I have been thinking during the last four days about the definition of a woman of valor, something we talk about in our Jewish tradition. Our time in the Congo has demonstrated to me, once again, the anomalies of life on the African continent. This is my sixth visit to Africa but only my first to the Congo. The experience has, as previously reflected, demonstrated the heights to which a visit to Africa can take a casual visitor – the extraordinary scenery and indomitable spirit of the people; but also demonstrates the depths of despair which a visit to Africa can occasion.
This afternoon following a short visit to a camp for Congolese displaced by the war, I watched the emotional impact on my three companions on this extraordinary visit. They were overcome by the sense of hopelessness and despair faced by over 3000 people living in squalor and disease. Together we have gone from the heights to the depths that are Africa.
On Friday Janice had lit the Shabbas candles and said the prayer in the presence of our Christian hosts and their friends. Most had spent years in the Congo as doctors or nurses or other critical professions in a nation lacking the basic expertise among their own nationals. What makes a women spend twenty years creating a school of nursing in the Congo? Why would another from Great Britain create with her Congolese husband a hospital and service center for patients often at risk of death from normally benign diseases ? These are just two of the women of valor that we have been privileged to meet.
Of course, most of the women of valor are themselves Congolese born. Their commitment to their nation and the welfare of its people are reflected each day. The young physician who is responsible for treating patients with the HIV virus, many with full blown AIDS, often due to sexual violence, was a no nonsense example of the strength of women here.
Listening to two women, the victims of horrible atrocities, tell their tragic stories of abuse has been shared by my fellow travelers in their blog. But I watched the counselor, who provides psychosocial support to a woman beaten, raped, horribly scarred by a conscious effort to burn her alive, and left for dead, quietly sit and hold the hand of her young “client”. This too is a woman of valor who daily is a human life support to those who have suffered beyond anything experienced by any of us.
And there is the director of operations at one of the human service agencies providing a range of care for men, women and children who would never survive the cruelties of this place without that lifeline. This morning she sat in front of me in a church service we were invited to attend. It was a joyous morning where our Jewish delegation was welcomed and the congregation expressed their thanks in song and dance for the small things which most of us take for granted. I watched her smile broadly at the rows of young children sharing plastic chairs as their mothers celebrated life. These children of serious ill and abused mothers in her charge are a symbol of her daily work.
Among others in attendance was her colleague who took us out to a village twenty miles outside of the city in which we are staying. This woman of valor introduced us to women in a safe house, who through her efforts have been removed from abusive environments. Additionally she introduced us to midwives, who in a creative project have started an agricultural collective for expectant mothers so they could receive proper medical care and a degree of independence in a society in which women are often objects for abuse. Watching her and the women she has mobilized it is hard not to be moved by these women of valor.
Finally as we spent another exhausting day traveling to distant places on non-existent roads in often dangerous areas due to the constant state of war, I could not help but be moved by the women from Jewish World Watch who are leading this extraordinary journey: Janice, Naama and Diana. Our community is blessed to have women of valor, who are prepared to take the time to come to this faraway and sad land to learn and to meet their Congolese counterparts and who are determined to return to Los Angles to mobilize our community to action on behalf of the women of the Congo.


Action item: Pictures in the listing below are skipped, while the lines from the "List UI elements" line through the "Where is each" line are returned word for word.

Records for processing:
*** Begin section ***

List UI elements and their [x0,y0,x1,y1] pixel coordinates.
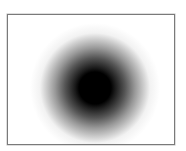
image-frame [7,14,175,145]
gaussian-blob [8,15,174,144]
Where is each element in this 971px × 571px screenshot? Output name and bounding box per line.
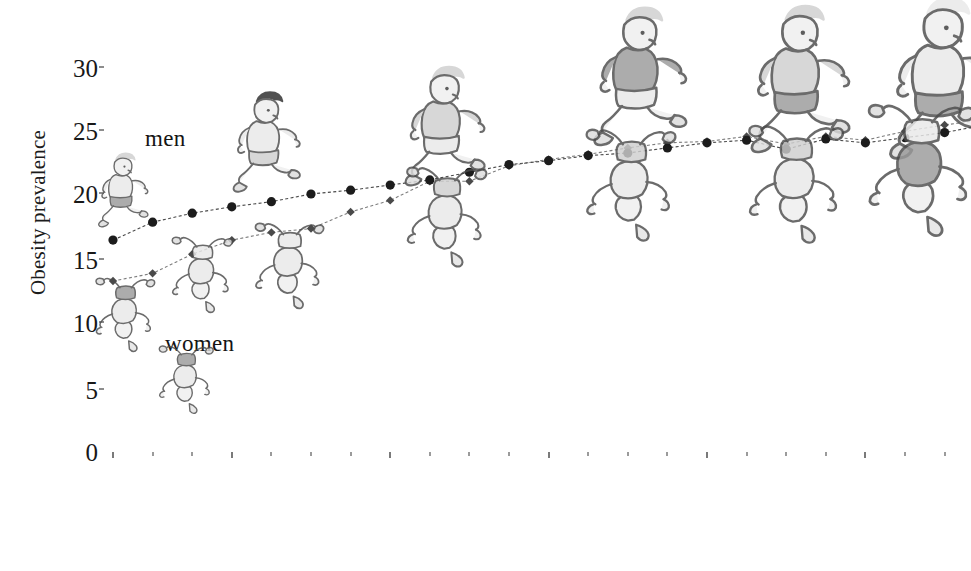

*** End section ***
*** Begin section ***

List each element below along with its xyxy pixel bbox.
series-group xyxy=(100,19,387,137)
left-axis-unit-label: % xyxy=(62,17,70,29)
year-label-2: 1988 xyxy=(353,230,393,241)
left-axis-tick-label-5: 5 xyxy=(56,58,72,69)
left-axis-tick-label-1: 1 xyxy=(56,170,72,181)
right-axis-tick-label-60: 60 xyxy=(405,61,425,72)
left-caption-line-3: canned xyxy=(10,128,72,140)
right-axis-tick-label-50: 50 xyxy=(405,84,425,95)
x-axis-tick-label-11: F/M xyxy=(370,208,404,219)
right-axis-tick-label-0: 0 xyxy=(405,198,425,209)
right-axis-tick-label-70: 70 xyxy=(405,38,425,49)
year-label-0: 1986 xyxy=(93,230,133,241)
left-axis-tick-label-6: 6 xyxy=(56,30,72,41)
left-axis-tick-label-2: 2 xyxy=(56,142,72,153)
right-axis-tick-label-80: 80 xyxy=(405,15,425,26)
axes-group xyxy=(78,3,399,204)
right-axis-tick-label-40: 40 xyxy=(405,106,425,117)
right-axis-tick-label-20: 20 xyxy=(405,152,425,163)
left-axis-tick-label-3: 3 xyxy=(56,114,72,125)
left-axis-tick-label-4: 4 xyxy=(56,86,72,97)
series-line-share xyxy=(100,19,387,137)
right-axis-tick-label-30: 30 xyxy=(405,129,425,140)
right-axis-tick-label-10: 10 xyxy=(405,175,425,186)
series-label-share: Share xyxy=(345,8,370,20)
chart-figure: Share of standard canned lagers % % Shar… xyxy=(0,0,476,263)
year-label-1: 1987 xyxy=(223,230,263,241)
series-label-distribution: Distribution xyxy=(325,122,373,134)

*** End section ***
*** Begin section ***

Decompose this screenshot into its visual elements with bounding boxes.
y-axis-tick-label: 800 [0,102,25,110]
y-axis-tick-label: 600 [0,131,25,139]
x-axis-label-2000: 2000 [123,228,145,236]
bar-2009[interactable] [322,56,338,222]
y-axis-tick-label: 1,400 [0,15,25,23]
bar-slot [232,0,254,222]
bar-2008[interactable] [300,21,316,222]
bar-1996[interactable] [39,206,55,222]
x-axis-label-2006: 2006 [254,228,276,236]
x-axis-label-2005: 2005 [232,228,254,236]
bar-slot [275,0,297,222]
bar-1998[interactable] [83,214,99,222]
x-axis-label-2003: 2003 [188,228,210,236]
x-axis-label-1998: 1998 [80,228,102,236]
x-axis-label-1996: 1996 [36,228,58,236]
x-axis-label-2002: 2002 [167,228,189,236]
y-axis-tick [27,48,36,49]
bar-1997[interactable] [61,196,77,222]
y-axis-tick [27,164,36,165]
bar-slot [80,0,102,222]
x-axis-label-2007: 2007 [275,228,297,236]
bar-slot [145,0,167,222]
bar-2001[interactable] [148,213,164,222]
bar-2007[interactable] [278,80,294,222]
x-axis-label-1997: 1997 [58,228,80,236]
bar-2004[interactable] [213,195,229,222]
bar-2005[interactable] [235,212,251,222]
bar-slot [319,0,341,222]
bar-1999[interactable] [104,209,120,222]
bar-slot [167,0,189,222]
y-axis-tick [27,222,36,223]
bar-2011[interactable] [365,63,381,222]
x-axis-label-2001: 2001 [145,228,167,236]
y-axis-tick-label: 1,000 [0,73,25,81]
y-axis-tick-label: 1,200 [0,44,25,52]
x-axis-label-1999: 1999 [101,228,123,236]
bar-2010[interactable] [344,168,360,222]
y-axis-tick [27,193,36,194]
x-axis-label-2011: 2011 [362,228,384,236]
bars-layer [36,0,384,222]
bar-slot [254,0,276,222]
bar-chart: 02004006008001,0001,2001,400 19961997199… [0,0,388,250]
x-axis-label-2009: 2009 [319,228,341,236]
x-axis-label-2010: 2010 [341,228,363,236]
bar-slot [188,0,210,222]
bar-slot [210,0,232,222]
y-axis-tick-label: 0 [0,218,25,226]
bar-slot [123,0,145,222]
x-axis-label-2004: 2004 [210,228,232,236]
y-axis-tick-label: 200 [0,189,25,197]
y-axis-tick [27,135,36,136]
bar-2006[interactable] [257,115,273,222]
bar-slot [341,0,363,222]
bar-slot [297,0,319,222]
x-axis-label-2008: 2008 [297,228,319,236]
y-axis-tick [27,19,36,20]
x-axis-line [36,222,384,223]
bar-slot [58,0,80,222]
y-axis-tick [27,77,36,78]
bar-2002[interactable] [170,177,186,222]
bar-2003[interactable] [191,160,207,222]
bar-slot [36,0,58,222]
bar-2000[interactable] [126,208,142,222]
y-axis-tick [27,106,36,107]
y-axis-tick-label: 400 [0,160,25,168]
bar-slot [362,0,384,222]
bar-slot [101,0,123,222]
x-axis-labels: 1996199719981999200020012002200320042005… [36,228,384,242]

*** End section ***

Exercise result:
List UI elements and their [x0,y0,x1,y1] pixel coordinates.
image-frame [7,14,175,145]
gaussian-blob [8,15,174,144]
Where is each element in this 971px × 571px screenshot? Output name and bounding box per line.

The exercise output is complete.